In 1786 a John Beale patented an 'umbrella with joints, flat springs, and tops, worm springs and bolts, slip bolts, screws, slip rivets, cross stop and square slips'. I do not know who John Beale was but perhaps he was a forerunner of two later Beales - Joshua Taylor and his son John. With an impressive record of inventions Joshua had moved to Greenwich from the east end of London in the 1830s and opened one the earliest engineering firms on Greenwich Marsh.
WAPPING AND WHITECHAPEL
In Wapping Joshua Taylor Beale was
described as a cabinet maker and he took out a patent for 'improvements' to the
design of a rotary steam engine - he was to take out several more over the next
few years.
Soon
he had moved to a bigger works in Chapel Lane, Whitechapel with a new partner,
George Porter. The next patent was for a
means of heating inflammable liquids without any risk of them catching fire.
This was a very important process for manufacturers who wanted to work with
coal tar - heating over an open flame is a very dangerous thing to do. In the
east end of London there were also many sugar refiners and there was a great
need for ways to boil sugar safely - this process would be very useful to them too.
Beale was already buying waste tar from the
local gas works in partnership with a local tobacco merchant, Mr.Beningfield.
He began to make special oil lamps which used 'substances not usually burnt in
such vessels'. He described this substance as -mineral naphtha' - oil derived
from coal tar. He also devised new lamps which could burn ‘the commonest
hydrocarbon obtained from coal tar’ and they became very successful. He
patented this lamp in 1834 and it was said that this followed ‘twenty years in
experiments’. Another patent of 1837 ‘has no resemblance to the former one’. In
this lamp the fluid was to form into a vapour ‘in a sort of retort and to mix
that vapour with oxygen from the atmosphere'. This was the Air and Vapour
light.
AT GREENWICH
In the early 1830s Beale moved to Greenwich
where he rented a riverside site from the Enderby Brothers. This is shown on
maps as 'Beale's Foundry' – today very roughly, it would represent the western
end of the Alcatel Factory site, and include the area of their boiler house and
chimney
In Greenwich Beale lived in Conduit House
on Trafalgar Road at the bottom of Vanburgh Hill – the site of the old Granada
Cinema, now flats. He may have been in
the area for some time previous to this because of a report that in 1816 a 'Mr.

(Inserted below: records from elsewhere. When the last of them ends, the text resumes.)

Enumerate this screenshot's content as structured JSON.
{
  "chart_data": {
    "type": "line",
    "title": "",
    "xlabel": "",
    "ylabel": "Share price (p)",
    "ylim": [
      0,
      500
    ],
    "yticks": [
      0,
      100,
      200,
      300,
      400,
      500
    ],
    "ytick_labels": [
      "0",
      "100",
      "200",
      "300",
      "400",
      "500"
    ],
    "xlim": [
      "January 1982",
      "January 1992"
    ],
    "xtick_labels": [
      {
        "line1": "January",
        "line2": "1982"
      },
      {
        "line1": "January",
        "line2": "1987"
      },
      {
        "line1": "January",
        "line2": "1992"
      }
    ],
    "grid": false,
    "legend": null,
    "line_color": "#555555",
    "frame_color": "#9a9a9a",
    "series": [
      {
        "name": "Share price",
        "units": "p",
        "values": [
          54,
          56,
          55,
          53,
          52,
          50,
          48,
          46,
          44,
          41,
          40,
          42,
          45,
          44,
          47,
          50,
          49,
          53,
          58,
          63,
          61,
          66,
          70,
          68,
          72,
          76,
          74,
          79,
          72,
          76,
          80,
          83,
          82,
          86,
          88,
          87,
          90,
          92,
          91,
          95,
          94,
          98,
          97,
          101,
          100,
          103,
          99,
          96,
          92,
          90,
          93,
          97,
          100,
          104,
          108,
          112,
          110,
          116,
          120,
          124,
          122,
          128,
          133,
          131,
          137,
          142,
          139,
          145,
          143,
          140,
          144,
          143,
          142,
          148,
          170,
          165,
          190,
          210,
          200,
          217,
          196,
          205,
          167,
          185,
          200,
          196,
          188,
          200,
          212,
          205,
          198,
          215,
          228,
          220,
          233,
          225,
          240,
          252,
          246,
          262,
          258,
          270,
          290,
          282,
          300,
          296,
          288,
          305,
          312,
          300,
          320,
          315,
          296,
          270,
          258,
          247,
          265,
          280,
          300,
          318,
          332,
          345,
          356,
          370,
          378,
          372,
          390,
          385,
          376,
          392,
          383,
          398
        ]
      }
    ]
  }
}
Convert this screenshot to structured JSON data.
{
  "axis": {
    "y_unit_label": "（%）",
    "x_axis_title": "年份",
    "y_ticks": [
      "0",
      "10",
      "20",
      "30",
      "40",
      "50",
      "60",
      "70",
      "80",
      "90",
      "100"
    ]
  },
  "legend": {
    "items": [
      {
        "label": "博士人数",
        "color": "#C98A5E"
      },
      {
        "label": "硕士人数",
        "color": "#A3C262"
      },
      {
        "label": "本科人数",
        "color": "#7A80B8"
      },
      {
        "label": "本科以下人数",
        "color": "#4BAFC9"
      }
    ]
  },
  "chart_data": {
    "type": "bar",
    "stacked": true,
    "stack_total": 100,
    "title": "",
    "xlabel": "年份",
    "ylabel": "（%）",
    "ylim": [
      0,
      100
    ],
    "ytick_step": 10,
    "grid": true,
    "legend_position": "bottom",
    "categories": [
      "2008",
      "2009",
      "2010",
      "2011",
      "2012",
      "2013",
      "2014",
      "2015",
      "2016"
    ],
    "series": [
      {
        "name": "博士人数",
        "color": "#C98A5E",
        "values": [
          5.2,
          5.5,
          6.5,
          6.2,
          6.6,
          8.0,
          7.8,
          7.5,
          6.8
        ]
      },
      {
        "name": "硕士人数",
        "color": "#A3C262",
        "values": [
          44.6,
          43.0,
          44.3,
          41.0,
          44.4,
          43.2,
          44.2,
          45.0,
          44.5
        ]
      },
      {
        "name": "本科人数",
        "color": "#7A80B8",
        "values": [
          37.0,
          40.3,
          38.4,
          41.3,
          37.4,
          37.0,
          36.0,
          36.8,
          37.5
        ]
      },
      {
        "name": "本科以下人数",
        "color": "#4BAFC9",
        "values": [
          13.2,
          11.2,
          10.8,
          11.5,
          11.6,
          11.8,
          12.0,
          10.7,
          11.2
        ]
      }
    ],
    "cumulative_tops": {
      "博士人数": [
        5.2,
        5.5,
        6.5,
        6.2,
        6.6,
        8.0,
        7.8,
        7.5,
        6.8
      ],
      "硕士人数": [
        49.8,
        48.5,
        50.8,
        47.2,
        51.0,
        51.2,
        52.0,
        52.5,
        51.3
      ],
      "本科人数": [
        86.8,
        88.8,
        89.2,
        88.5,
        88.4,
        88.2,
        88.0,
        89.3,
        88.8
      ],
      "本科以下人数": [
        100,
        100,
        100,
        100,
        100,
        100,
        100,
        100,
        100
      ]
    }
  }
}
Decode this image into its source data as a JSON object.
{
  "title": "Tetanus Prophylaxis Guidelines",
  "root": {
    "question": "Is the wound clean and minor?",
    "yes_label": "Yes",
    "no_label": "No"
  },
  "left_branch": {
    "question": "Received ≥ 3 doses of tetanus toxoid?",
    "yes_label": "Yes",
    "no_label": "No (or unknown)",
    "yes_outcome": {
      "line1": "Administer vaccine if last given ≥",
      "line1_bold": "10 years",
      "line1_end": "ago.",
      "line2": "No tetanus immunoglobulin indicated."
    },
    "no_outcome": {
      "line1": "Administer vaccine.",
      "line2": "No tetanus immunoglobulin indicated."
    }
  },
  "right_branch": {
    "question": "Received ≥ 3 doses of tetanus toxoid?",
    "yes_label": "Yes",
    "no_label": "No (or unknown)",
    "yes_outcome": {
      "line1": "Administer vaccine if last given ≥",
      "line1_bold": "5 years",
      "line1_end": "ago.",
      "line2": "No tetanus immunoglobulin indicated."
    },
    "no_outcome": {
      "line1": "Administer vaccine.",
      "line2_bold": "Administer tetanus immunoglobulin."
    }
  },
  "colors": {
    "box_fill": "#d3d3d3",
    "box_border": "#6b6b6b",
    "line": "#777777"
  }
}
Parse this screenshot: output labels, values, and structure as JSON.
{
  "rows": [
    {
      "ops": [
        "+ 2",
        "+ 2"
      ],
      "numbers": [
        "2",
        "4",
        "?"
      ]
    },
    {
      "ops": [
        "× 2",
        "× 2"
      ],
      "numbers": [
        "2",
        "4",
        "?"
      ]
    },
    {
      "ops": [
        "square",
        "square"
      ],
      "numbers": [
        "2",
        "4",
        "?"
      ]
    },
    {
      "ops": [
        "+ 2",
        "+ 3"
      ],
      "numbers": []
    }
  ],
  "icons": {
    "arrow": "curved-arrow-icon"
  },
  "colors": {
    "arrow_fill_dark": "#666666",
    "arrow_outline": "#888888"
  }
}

Bell' used coal tar for his garden paths in Blackheath. This comment comes from
Francis Maceroni (more of him later) who was a friend of Beale and both of them
had an interest in coal tar – and the printer may easily have confused 'Bell'
for 'Beale'. Perhaps, somewhere in a Blackheath garden, are the remains of the
first tarred footpaths ever laid! However he continued to give his address as
11 Church Lane, Whitechapel while saying his works was in East Greenwich
ROTARY ENGINE
In 1823, again in partnership with Mr.Beningfield
had patented a ‘rotative engine’ and there was another patented in 1835 and he
said it was used in a steam vessel. This
was mentioned by no less than George Stephenson who described a trial of the
engine at Yarmouth in a steam boat. The engine could not be made to work and although
the boat got out to sea it could not get back and the party had to pay £40 to
have her returned. In 1837 he claimed in
Mechanics Magazine to have sold ‘a considerable number’ of engines. It is said
that he named them the ‘anti John Scott Russell Steam Engine’
STEAM CARS
Beale continued with his work on steam
engines in Greenwich and in the 1840s began to use them in road vehicles. In
this venture he was joined by another Mr. Beningfield, - John, who was the
'steward of the Rams gate steamer'. In the early 1840s at least two cars were
made at Beale's Greenwich works and they were the not the only experimental
road transport which trundled round the roads of North Kent in the nineteenth
century. From the 1820s onwards some Kentish
roads were - well, almost - buzzing with newly invented vehicles. Most of them were steam powered and were
developed as the same time as railway locomotives but they were lighter and
smaller and, perhaps, more sophisticated.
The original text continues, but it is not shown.